Early Years
Barack Obama was born in Hawaii on August 4th, 1961. His father, Barack
Obama Sr., was born and raised in a small village in Kenya, where he
grew up herding goats with his own father, who was a domestic servant
to the British.
Barack's mother, Ann Dunham, grew up in
small-town Kansas. Her father worked on oil rigs during the Depression,
and then signed up for World War II after Pearl Harbor, where he
marched across Europe in Patton's army. Her mother went to work on a
bomber assembly line, and after the war, they studied on the G.I. Bill,
bought a house through the Federal Housing Program, and moved west to
Hawaii.
It was there, at the University of Hawaii,
where Barack's parents met. His mother was a student there, and his
father had won a scholarship that allowed him to leave Kenya and pursue
his dreams in America.
Barack's father eventually returned to Kenya,
and Barack grew up with his mother in Hawaii, and for a few years in
Indonesia. Later, he moved to New York, where he graduated from
Columbia University in 1983.
The College Years
Remembering the values of empathy and service that his mother taught
him, Barack put law school and corporate life on hold after college and
moved to Chicago in 1985, where he became a community organizer with a
church-based group seeking to improve living conditions in poor
neighborhoods plagued with crime and high unemployment.
The group had some success, but Barack had come
to realize that in order to truly improve the lives of people in that
community and other communities, it would take not just a change at the
local level, but a change in our laws and in our politics.
He went on to earn his law degree from Harvard
in 1991, where he became the first African-American president of the
Harvard Law Review. Soon after, he returned to Chicago to practice as a
civil rights lawyer and teach constitutional law. Finally, his advocacy
work led him to run for the Illinois State Senate, where he served for
eight years. In 2004, he became the third African American since
Reconstruction to be elected to the U.S. Senate.
Political Career
It has been
the rich and varied experiences of Barack Obama's life - growing up in
different places with people who had differing ideas - that have
animated his political journey. Amid the partisanship and bickering of
today's public debate, he still believes in the ability to unite people
around a politics of purpose - a politics that puts solving the
challenges of everyday Americans ahead of partisan calculation and
political gain.
In the Illinois State Senate, this meant
working with both Democrats and Republicans to help working families
get ahead by creating programs like the state Earned Income Tax Credit,
which in three years provided over $100 million in tax cuts to families
across the state. He also pushed through an expansion of early
childhood education, and after a number of inmates on death row were
found innocent, Senator Obama worked with law enforcement officials to
require the videotaping of interrogations and confessions in all
capital cases.
In the U.S. Senate, he has focused on tackling
the challenges of a globalized, 21st century world with fresh thinking
and a politics that no longer settles for the lowest common
denominator. His first law was passed with Republican Tom Coburn, a
measure to rebuild trust in government by allowing every American to go
online and see how and where every dime of their tax dollars is spent.

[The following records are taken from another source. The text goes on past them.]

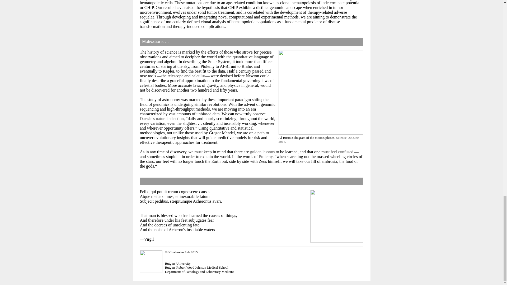 Image resolution: width=507 pixels, height=285 pixels. What do you see at coordinates (319, 140) in the screenshot?
I see `Science, 20 June 2014.` at bounding box center [319, 140].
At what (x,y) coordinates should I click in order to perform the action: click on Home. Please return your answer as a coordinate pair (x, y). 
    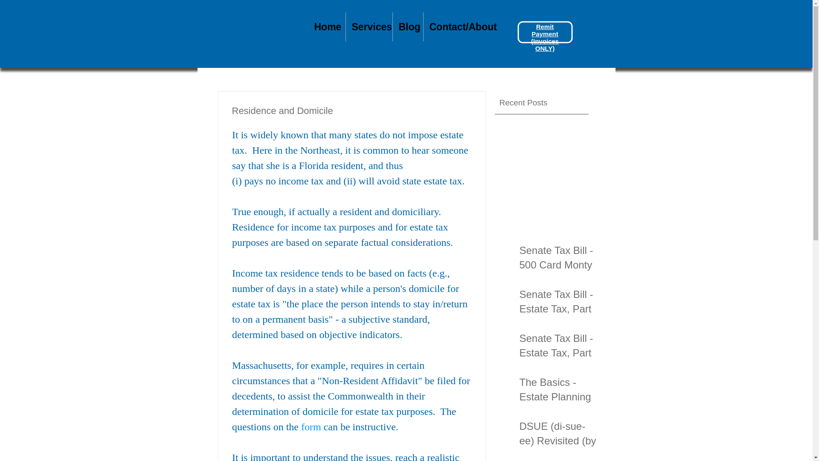
    Looking at the image, I should click on (326, 27).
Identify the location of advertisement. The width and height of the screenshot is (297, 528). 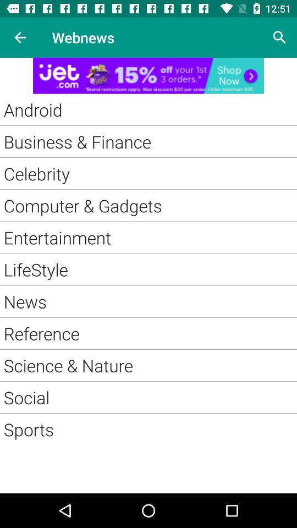
(148, 76).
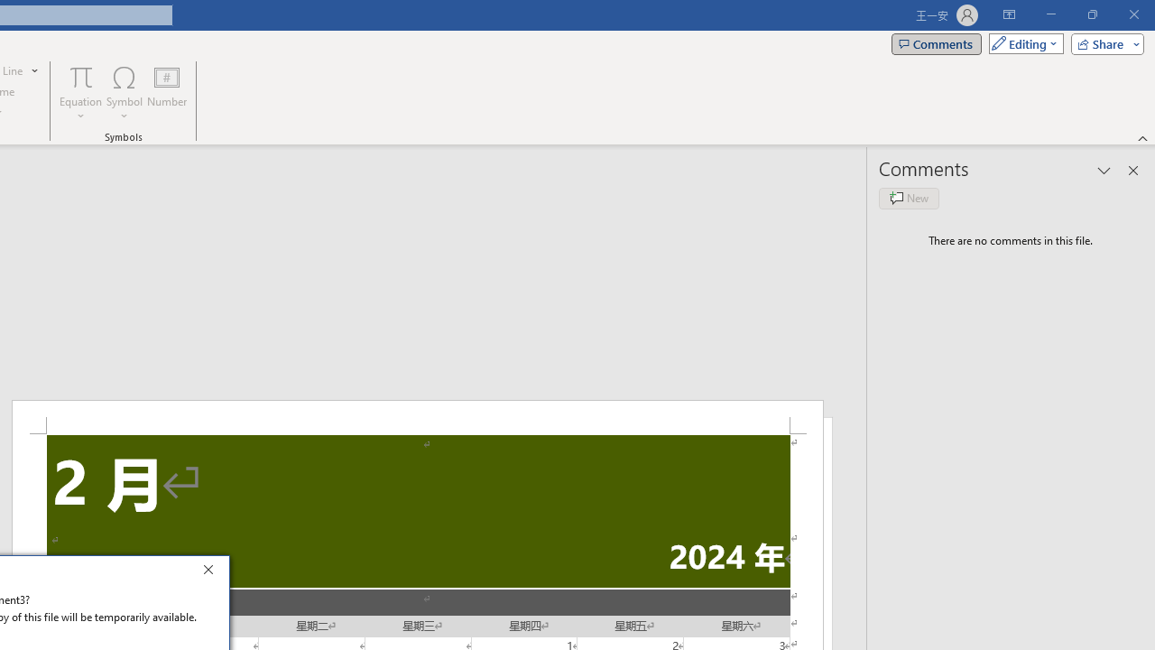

He has also been the lead voice in championing ethics reform that would
root out Jack Abramoff-style corruption in Congress.
As a member of the Veterans' Affairs Committee,
Senator Obama has fought to help Illinois veterans get the disability
pay they were promised, while working to prepare the VA for the return
of the thousands of veterans who will need care after Iraq and
Afghanistan. Recognizing the terrorist threat posed by weapons of mass
destruction, he traveled to Russia with Republican Dick Lugar to begin
a new generation of non-proliferation efforts designed to find and
secure deadly weapons around the world. And knowing the threat we face
to our economy and our security from America's addiction to oil, he's
working to bring auto companies, unions, farmers, businesses and
politicians of both parties together to promote the greater use of
alternative fuels and higher fuel standards in our cars.
Whether it's the poverty exposed by Katrina,
the genocide in Darfur, or the role of faith in our politics, Barack
Obama continues to speak out on the issues that will define America in
the 21st century. But above all his accomplishments and experiences, he
is most proud and grateful for his family. His wife, Michelle, and his
two daughters, Malia, 9, and Sasha, 6, live on Chicago's South Side
where they attend Trinity United Church of Christ.